Dan Ariely: Absolutely!  So if you think about the question of trust and revenge, that’s a great example.  The fact is that we live in a society, we’re inherently social animals, unlike some other species and because of that, we need things that kind of connects us in a social way.  So we have this social utility in which we just care about other people.  Now, that creates lots of problems.

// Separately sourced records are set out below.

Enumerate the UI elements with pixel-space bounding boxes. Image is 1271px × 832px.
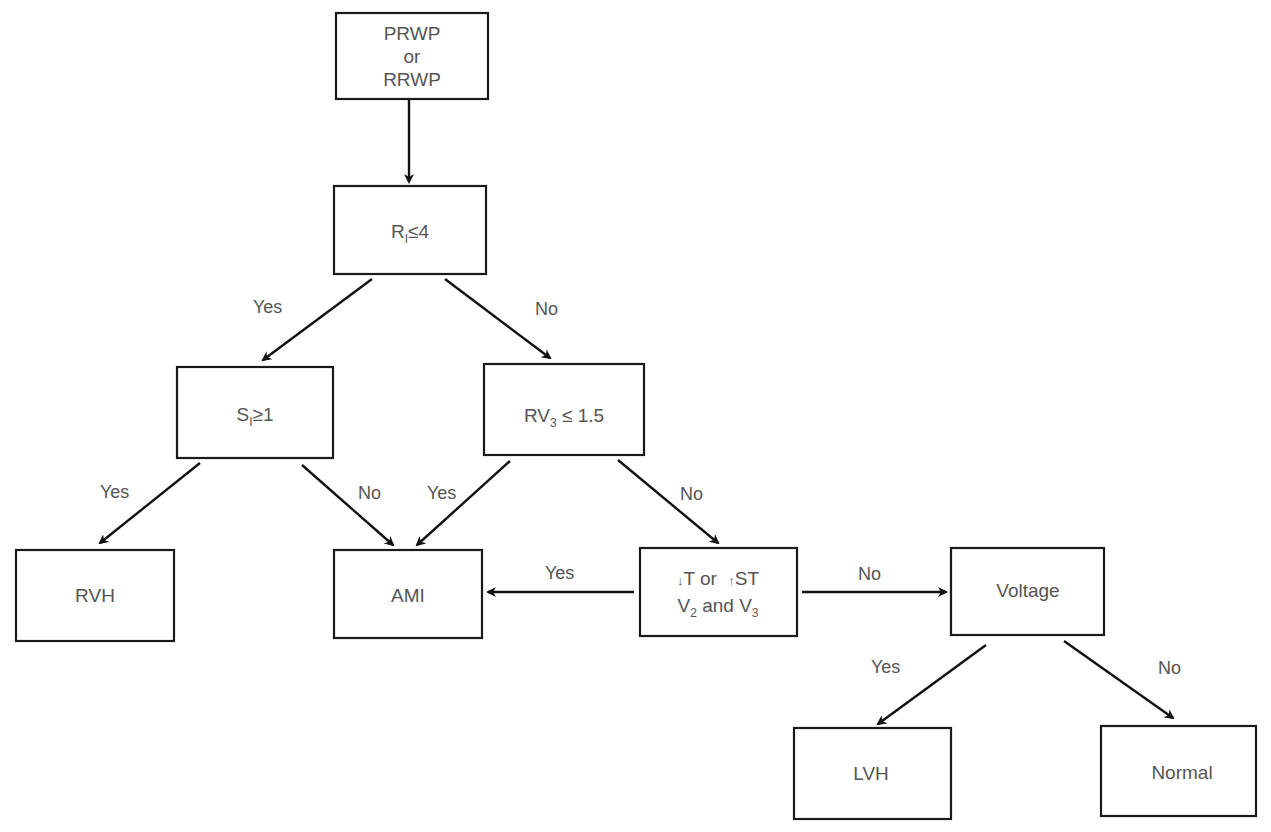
node-ri-le-4: RI≤4	[334, 186, 486, 274]
node-prwp-or-rrwp: PRWP or RRWP	[336, 13, 488, 99]
edge-label-voltage-no: No	[1158, 658, 1181, 678]
node-label: AMI	[391, 585, 425, 606]
node-ami: AMI	[334, 550, 482, 638]
node-label: LVH	[853, 763, 889, 784]
node-lvh: LVH	[794, 728, 951, 819]
node-label: Voltage	[996, 580, 1059, 601]
node-line-1: ↓T or ↑ST	[677, 568, 759, 589]
edge-label-r1-yes: Yes	[253, 297, 282, 317]
edge-label-r1-no: No	[535, 299, 558, 319]
node-t-or-st-v2-v3: ↓T or ↑ST V2 and V3	[640, 548, 797, 636]
edge-label-rv3-no: No	[680, 484, 703, 504]
node-rv3-le-1-5: RV3 ≤ 1.5	[484, 364, 644, 455]
edge-s1-to-rvh	[100, 463, 200, 543]
node-normal: Normal	[1101, 726, 1256, 816]
edge-r1-to-s1	[263, 279, 372, 360]
edge-label-s1-yes: Yes	[100, 482, 129, 502]
node-si-ge-1: SI≥1	[177, 367, 333, 458]
edge-label-s1-no: No	[358, 483, 381, 503]
edge-label-voltage-yes: Yes	[871, 657, 900, 677]
edge-voltage-to-normal	[1064, 641, 1173, 718]
node-line-1: PRWP	[384, 23, 441, 44]
node-rvh: RVH	[16, 550, 174, 641]
flowchart-canvas: Yes No Yes No Yes No Yes No Yes No PRWP …	[0, 0, 1271, 832]
edge-label-tst-yes: Yes	[545, 563, 574, 583]
edge-s1-to-ami	[302, 465, 393, 545]
node-label: Normal	[1151, 762, 1212, 783]
node-line-3: RRWP	[383, 69, 441, 90]
node-line-2: or	[404, 46, 422, 67]
edge-rv3-to-ami	[417, 461, 510, 545]
node-label: RVH	[75, 585, 115, 606]
edge-label-rv3-yes: Yes	[427, 483, 456, 503]
node-voltage: Voltage	[951, 548, 1104, 635]
node-box	[640, 548, 797, 636]
edge-label-tst-no: No	[858, 564, 881, 584]
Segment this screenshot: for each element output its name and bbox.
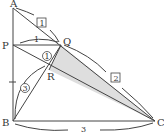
segment-pc: [13, 45, 155, 121]
label-r: R: [47, 71, 55, 82]
geometry-diagram: A P Q R B C 1 3 1 2 1 3: [0, 0, 164, 138]
brace-aq-start: [16, 8, 34, 15]
shaded-triangle-qrc: [49, 45, 155, 121]
label-p: P: [2, 40, 9, 51]
segment-bq: [13, 45, 61, 121]
length-bc: 3: [81, 125, 86, 134]
segment-ac: [13, 8, 155, 121]
label-a: A: [9, 0, 18, 9]
circle-1-label: 1: [45, 52, 50, 61]
diagram-canvas: A P Q R B C 1 3 1 2 1 3: [0, 0, 164, 138]
brace-bc-left: [15, 124, 68, 130]
label-q: Q: [63, 36, 71, 47]
circle-3-label: 3: [23, 84, 28, 93]
label-c: C: [157, 117, 164, 128]
box-1-label: 1: [40, 19, 45, 28]
brace-bc-right: [100, 123, 153, 130]
label-b: B: [2, 117, 9, 128]
box-2-label: 2: [114, 74, 119, 83]
length-pq: 1: [34, 35, 39, 44]
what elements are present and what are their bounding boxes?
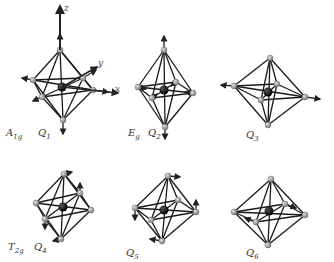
ligand-atom-front: [42, 216, 48, 222]
edge: [135, 208, 162, 241]
mode-panels: [22, 34, 320, 248]
ligand-atom-bottom: [265, 122, 271, 128]
ligand-atom-bottom: [58, 236, 64, 242]
ligand-atom-left: [132, 205, 138, 211]
ligand-atom-back: [77, 190, 83, 196]
edge: [168, 176, 196, 212]
ligand-atom-front: [39, 94, 45, 100]
edge: [63, 90, 93, 120]
edge: [33, 50, 60, 80]
ligand-atom-back: [282, 201, 288, 207]
ligand-atom-bottom: [60, 117, 66, 123]
label-t2g: T2g: [8, 242, 24, 255]
edge: [42, 97, 63, 120]
label-q1: Q1: [38, 128, 51, 141]
ligand-atom-bottom: [162, 124, 168, 130]
edge: [152, 98, 165, 127]
edge: [234, 84, 277, 86]
octahedron-q5: [132, 173, 199, 244]
octahedron-q1: [22, 34, 108, 134]
axis-label-x: x: [115, 85, 120, 94]
central-atom: [265, 207, 274, 216]
ligand-atom-right: [190, 90, 196, 96]
ligand-atom-left: [231, 209, 237, 215]
ligand-atom-right: [193, 209, 199, 215]
ligand-atom-back: [274, 81, 280, 87]
ligand-atom-left: [33, 200, 39, 206]
central-atom: [160, 86, 169, 95]
axis-label-z: z: [64, 4, 69, 13]
label-q5: Q5: [126, 248, 139, 261]
octahedron-q4: [33, 171, 94, 242]
label-q3: Q3: [246, 130, 259, 143]
ligand-atom-top: [165, 173, 171, 179]
ligand-atom-front: [148, 217, 154, 223]
label-q4: Q4: [34, 242, 47, 255]
edge: [168, 176, 178, 200]
edge: [45, 219, 61, 239]
ligand-atom-bottom: [159, 238, 165, 244]
edge: [234, 212, 268, 245]
edge: [261, 97, 305, 100]
label-q2: Q2: [148, 128, 161, 141]
central-atom: [59, 203, 68, 212]
ligand-atom-left: [135, 84, 141, 90]
central-atom: [160, 206, 169, 215]
ligand-atom-front: [253, 219, 259, 225]
ligand-atom-bottom: [265, 242, 271, 248]
ligand-atom-top: [61, 171, 67, 177]
ligand-atom-right: [88, 207, 94, 213]
ligand-atom-back: [173, 79, 179, 85]
edge: [138, 50, 164, 87]
label-a1g: A1g: [6, 128, 22, 141]
ligand-atom-front: [258, 97, 264, 103]
edge: [36, 174, 64, 203]
coordinate-axes: [60, 6, 118, 93]
ligand-atom-left: [30, 77, 36, 83]
ligand-atom-right: [302, 94, 308, 100]
ligand-atom-back: [175, 197, 181, 203]
octahedron-q3: [221, 55, 320, 128]
edge: [256, 222, 268, 245]
octahedron-q2: [135, 36, 196, 139]
ligand-atom-top: [161, 47, 167, 53]
ligand-atom-top: [267, 55, 273, 61]
ligand-atom-top: [268, 176, 274, 182]
ligand-atom-left: [231, 83, 237, 89]
edge: [178, 200, 196, 212]
label-eg: Eg: [128, 128, 140, 141]
ligand-atom-right: [302, 212, 308, 218]
octahedron-q6: [231, 176, 308, 248]
axis-label-y: y: [98, 59, 103, 68]
label-q6: Q6: [246, 248, 259, 261]
central-atom: [264, 88, 273, 97]
ligand-atom-front: [149, 95, 155, 101]
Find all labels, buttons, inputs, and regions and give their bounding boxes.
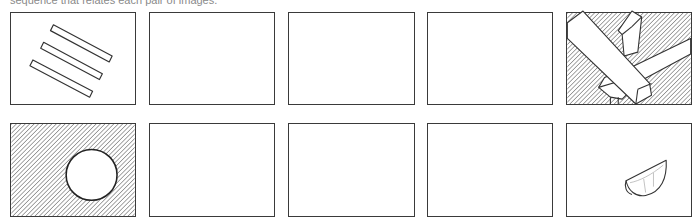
three-bars-drawing	[11, 13, 135, 104]
panel-row2-blank-3[interactable]	[427, 123, 553, 217]
panel-row1-blank-2[interactable]	[288, 12, 415, 105]
circle-on-hatch-drawing	[11, 124, 135, 216]
panel-row1-blank-3[interactable]	[427, 12, 553, 105]
panel-row1-start	[10, 12, 136, 105]
panel-row1-blank-1[interactable]	[149, 12, 275, 105]
panel-row1-end	[566, 12, 692, 105]
panel-row2-start	[10, 123, 136, 217]
instruction-caption: sequence that relates each pair of image…	[10, 0, 217, 6]
panel-row2-end	[566, 123, 692, 217]
panel-row2-blank-2[interactable]	[288, 123, 415, 217]
orange-wedge-drawing	[567, 124, 691, 216]
crossed-planks-drawing	[567, 13, 691, 104]
panel-row2-blank-1[interactable]	[149, 123, 275, 217]
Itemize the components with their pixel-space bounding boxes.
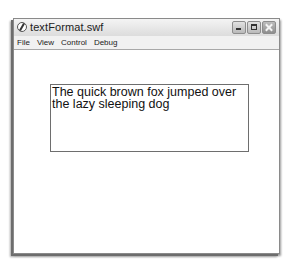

For example, if you do a favor to me, I’ll like you more, and then it might put me in conflict of interest because I would want to reciprocate in some way, or, you know, trust and revenge and all of those things.

So, the fact is that there are some things that we are irrational and we would’ve liked to fix it, but there are some things where our irrationality is actually what allows us to live in a society.  And if we lived as individual organisms that basically had no social ties and we’re just working each one of us separately, it will be a very different social structure.  But we might want to actually have different strategies for our decision making, but because we’re inherently social animals, there’s all kinds of things that are irrational from the perspective of thinking that everybody’s a social, is a selfish maximizer, but nevertheless makes sense when you think about people as social animals.

The other thing, of course, is about processing information.  So the fact is that we have a limited brain, you know, we’re kind of limited physically in many ways, right?  We can’t jump very high, we can’t sustain cold or heat, I mean, think about all the stuff in the world that we do to make ourself more comfortable.  We have chairs and clothes and glasses and headphones.  I mean, lots and lots of stuff.  It turns out our brain is also not perfect, right?  In the same way that our bodies are not perfect, we can’t do everything we would like to, we’re not superman, our brain is also not perfect.  Our brain processes information in a certain way and the reality that we experience is not out there, it’s in here.  That’s what gives us, the brain gives us the world.  Brought to us courtesy of our brain and its processing ability. And because the brain is not perfect, the way we get information and process it is also not perfect.  And that’s just kind of functional, structural limitations to how rational we can be.  And the fact is that we better recognize it, it’s really good to recognize it and the standard limitations and act accordingly.  If we don’t, you know, we’ll just make more and more mistakes.  We’ll just assume that we can be perfect, we’ll create a world as if people can be perfect and then we’ll just set us up to disappointment time after time.